Agenda

  • Introduce R Markdown to create a report that combines text, code, and output
  • Use markdown syntax to add headers, formatted text, images, and more
  • Create code chunks to embed R code in your report
  • Debug common R Markdown errors
  • Add interactivity with HTML widgets

Cheatsheets

Resources

The R Markdown parts of the R4DS textbook are Chapters 27 and 29.

For a deeper dive into R Markdown, the official R Markdown text is R Markdown: The Definitive Guide. It is most useful to have as a reference.

Another great reference text for R Markdown that contains examples of many R Markdown features is R Markdown Cookbook.

I also recommend checking out RStudio website for R Markdown. The Getting Started and Gallery pages gives a visual overview of many of the things you can build with R Markdown.

Homework Exercises

Download hw4-exercise1.Rmd
Download cloudbuddy.png
  1. Recreate a report: Download the R Markdown document and image above and store them in a new R Project alongside the cloudbuddy data from the course. Use the downloaded document as a starting point and modify it so that it ends up looking like this final report. Here are some tips:

    • The report purposefully contains a few errors that prevent the document from knitting. You should start by fixing these first.

    • There are ~15 other modifications you’ll need to make. Aside from loading packages and reading in data, you should not need to make substantial edits to the existing source code within the chunks. You also should not need to delete existing code chunks. There are a couple features which you may have to look up how to do using outside resources:

      1. Add appropriate headers
      2. A floating table of contents
      3. Use links
      4. Add footnotes
      5. Add a centered image with 80% width
      6. Use inline code
      7. Make table output interactive
      8. Add white space between all sections
      9. Create tabsets (hint: see this resource)
      10. Turn one of the ggplots into an interactive plot
      11. Allow code to be toggled between shown and hidden
      12. Use code chunk options to control whether code and/or output can be shown
      13. Suppress all warnings and messages
      14. Adding the flatly theme to your report
      15. Attempt something new: An important part of learning R is teaching yourself how to do something that you haven’t explicitly been taught. At the end of the cloudbuddy report is an empty code chunk. Within this code chunk, do something new with the cloudbuddy data that you haven’t tried in previous sessions or exercises. For example, this can be creating a new table using a dplyr function, attempting to customize a ggplot in a new way. Attempts that end in failure are okay, and exploring a new function or package is encouraged!
    • Save your modified report as session-04-cloudbuddy.Rmd.

    • Here is an annotated version of the final report to help you spot some of the differences.

  2. Render a tufte document: Make sure the tufte R package is installed. Make changes the YAML of your modified report so that it knits as a tufte document. Save your tufte report as session-04-tufte.Rmd.

  3. Knit to PDF: Create one new R Markdown document from the new document icon in the IDE. Knit it to a PDF document. (You may need to install LaTeX in order to build the PDF output — RStudio will prompt you if this is necessary, or install the tinytex package and then run this code: tinytex::install_tinytex()).

    • Save your PDF as session-04-pdf.Rmd.
    • What happens if you try to knit session-04-cloudbuddy.Rmd to a PDF document? Can you get it to work?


Your response must consist of the listing below, repeated exactly.

--- INFORMATION SUPPLIED ---

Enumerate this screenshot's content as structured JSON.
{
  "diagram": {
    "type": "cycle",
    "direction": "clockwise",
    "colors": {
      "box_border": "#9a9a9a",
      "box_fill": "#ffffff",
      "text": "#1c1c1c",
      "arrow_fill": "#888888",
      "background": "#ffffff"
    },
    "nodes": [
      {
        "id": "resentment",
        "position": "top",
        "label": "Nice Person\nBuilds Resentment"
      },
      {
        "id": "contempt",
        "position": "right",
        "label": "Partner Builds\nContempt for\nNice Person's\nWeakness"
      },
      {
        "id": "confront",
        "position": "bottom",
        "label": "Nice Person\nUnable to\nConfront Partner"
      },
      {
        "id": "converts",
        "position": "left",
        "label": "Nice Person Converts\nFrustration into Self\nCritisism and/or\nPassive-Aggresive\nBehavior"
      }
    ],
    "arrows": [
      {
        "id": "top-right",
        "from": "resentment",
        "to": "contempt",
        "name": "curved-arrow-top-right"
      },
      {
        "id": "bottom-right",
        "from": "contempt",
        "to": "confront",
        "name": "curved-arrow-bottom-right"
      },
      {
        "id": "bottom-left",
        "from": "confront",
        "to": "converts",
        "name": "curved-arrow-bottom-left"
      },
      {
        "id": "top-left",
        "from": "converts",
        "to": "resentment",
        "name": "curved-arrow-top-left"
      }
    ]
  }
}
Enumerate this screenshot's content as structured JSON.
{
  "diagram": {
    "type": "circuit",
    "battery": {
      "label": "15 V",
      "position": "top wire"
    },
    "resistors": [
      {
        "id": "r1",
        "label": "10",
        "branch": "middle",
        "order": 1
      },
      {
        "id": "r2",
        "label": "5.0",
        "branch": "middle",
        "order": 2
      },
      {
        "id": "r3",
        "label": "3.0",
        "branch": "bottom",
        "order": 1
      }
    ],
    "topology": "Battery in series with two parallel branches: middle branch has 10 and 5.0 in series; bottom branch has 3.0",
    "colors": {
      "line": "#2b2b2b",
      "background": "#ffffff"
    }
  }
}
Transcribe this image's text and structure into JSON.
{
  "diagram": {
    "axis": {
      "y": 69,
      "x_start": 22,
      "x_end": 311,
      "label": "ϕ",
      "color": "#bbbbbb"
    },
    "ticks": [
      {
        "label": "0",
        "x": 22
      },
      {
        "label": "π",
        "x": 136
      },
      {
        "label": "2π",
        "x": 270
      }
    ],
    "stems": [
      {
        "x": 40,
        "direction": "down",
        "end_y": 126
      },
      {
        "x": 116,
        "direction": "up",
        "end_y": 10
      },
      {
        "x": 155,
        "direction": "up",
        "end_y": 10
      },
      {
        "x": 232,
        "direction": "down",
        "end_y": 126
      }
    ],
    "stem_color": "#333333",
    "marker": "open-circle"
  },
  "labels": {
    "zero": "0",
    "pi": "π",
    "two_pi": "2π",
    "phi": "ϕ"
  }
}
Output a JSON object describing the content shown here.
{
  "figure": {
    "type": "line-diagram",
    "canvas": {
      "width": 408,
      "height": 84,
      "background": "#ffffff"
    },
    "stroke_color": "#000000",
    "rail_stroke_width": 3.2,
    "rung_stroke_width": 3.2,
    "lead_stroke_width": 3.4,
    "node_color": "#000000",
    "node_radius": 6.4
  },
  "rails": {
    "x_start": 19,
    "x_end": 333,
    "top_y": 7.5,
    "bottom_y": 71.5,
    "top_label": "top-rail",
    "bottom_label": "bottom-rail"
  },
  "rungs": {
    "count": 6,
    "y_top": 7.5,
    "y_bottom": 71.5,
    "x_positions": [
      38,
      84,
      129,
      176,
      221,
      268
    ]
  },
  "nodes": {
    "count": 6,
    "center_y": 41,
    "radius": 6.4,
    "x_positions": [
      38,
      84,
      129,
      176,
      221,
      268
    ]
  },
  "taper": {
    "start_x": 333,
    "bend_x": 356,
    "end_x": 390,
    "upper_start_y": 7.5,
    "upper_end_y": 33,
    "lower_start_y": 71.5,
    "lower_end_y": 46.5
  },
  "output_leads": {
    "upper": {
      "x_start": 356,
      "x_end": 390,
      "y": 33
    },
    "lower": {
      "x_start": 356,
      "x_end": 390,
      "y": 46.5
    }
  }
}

---

* SOLUTION FOR THIS PROBLEM
Enumerate this screenshot's content as structured JSON.
{
  "diagram": {
    "type": "cycle",
    "direction": "clockwise",
    "colors": {
      "box_border": "#9a9a9a",
      "box_fill": "#ffffff",
      "text": "#1c1c1c",
      "arrow_fill": "#888888",
      "background": "#ffffff"
    },
    "nodes": [
      {
        "id": "resentment",
        "position": "top",
        "label": "Nice Person\nBuilds Resentment"
      },
      {
        "id": "contempt",
        "position": "right",
        "label": "Partner Builds\nContempt for\nNice Person's\nWeakness"
      },
      {
        "id": "confront",
        "position": "bottom",
        "label": "Nice Person\nUnable to\nConfront Partner"
      },
      {
        "id": "converts",
        "position": "left",
        "label": "Nice Person Converts\nFrustration into Self\nCritisism and/or\nPassive-Aggresive\nBehavior"
      }
    ],
    "arrows": [
      {
        "id": "top-right",
        "from": "resentment",
        "to": "contempt",
        "name": "curved-arrow-top-right"
      },
      {
        "id": "bottom-right",
        "from": "contempt",
        "to": "confront",
        "name": "curved-arrow-bottom-right"
      },
      {
        "id": "bottom-left",
        "from": "confront",
        "to": "converts",
        "name": "curved-arrow-bottom-left"
      },
      {
        "id": "top-left",
        "from": "converts",
        "to": "resentment",
        "name": "curved-arrow-top-left"
      }
    ]
  }
}
Enumerate this screenshot's content as structured JSON.
{
  "diagram": {
    "type": "circuit",
    "battery": {
      "label": "15 V",
      "position": "top wire"
    },
    "resistors": [
      {
        "id": "r1",
        "label": "10",
        "branch": "middle",
        "order": 1
      },
      {
        "id": "r2",
        "label": "5.0",
        "branch": "middle",
        "order": 2
      },
      {
        "id": "r3",
        "label": "3.0",
        "branch": "bottom",
        "order": 1
      }
    ],
    "topology": "Battery in series with two parallel branches: middle branch has 10 and 5.0 in series; bottom branch has 3.0",
    "colors": {
      "line": "#2b2b2b",
      "background": "#ffffff"
    }
  }
}
Transcribe this image's text and structure into JSON.
{
  "diagram": {
    "axis": {
      "y": 69,
      "x_start": 22,
      "x_end": 311,
      "label": "ϕ",
      "color": "#bbbbbb"
    },
    "ticks": [
      {
        "label": "0",
        "x": 22
      },
      {
        "label": "π",
        "x": 136
      },
      {
        "label": "2π",
        "x": 270
      }
    ],
    "stems": [
      {
        "x": 40,
        "direction": "down",
        "end_y": 126
      },
      {
        "x": 116,
        "direction": "up",
        "end_y": 10
      },
      {
        "x": 155,
        "direction": "up",
        "end_y": 10
      },
      {
        "x": 232,
        "direction": "down",
        "end_y": 126
      }
    ],
    "stem_color": "#333333",
    "marker": "open-circle"
  },
  "labels": {
    "zero": "0",
    "pi": "π",
    "two_pi": "2π",
    "phi": "ϕ"
  }
}
Output a JSON object describing the content shown here.
{
  "figure": {
    "type": "line-diagram",
    "canvas": {
      "width": 408,
      "height": 84,
      "background": "#ffffff"
    },
    "stroke_color": "#000000",
    "rail_stroke_width": 3.2,
    "rung_stroke_width": 3.2,
    "lead_stroke_width": 3.4,
    "node_color": "#000000",
    "node_radius": 6.4
  },
  "rails": {
    "x_start": 19,
    "x_end": 333,
    "top_y": 7.5,
    "bottom_y": 71.5,
    "top_label": "top-rail",
    "bottom_label": "bottom-rail"
  },
  "rungs": {
    "count": 6,
    "y_top": 7.5,
    "y_bottom": 71.5,
    "x_positions": [
      38,
      84,
      129,
      176,
      221,
      268
    ]
  },
  "nodes": {
    "count": 6,
    "center_y": 41,
    "radius": 6.4,
    "x_positions": [
      38,
      84,
      129,
      176,
      221,
      268
    ]
  },
  "taper": {
    "start_x": 333,
    "bend_x": 356,
    "end_x": 390,
    "upper_start_y": 7.5,
    "upper_end_y": 33,
    "lower_start_y": 71.5,
    "lower_end_y": 46.5
  },
  "output_leads": {
    "upper": {
      "x_start": 356,
      "x_end": 390,
      "y": 33
    },
    "lower": {
      "x_start": 356,
      "x_end": 390,
      "y": 46.5
    }
  }
}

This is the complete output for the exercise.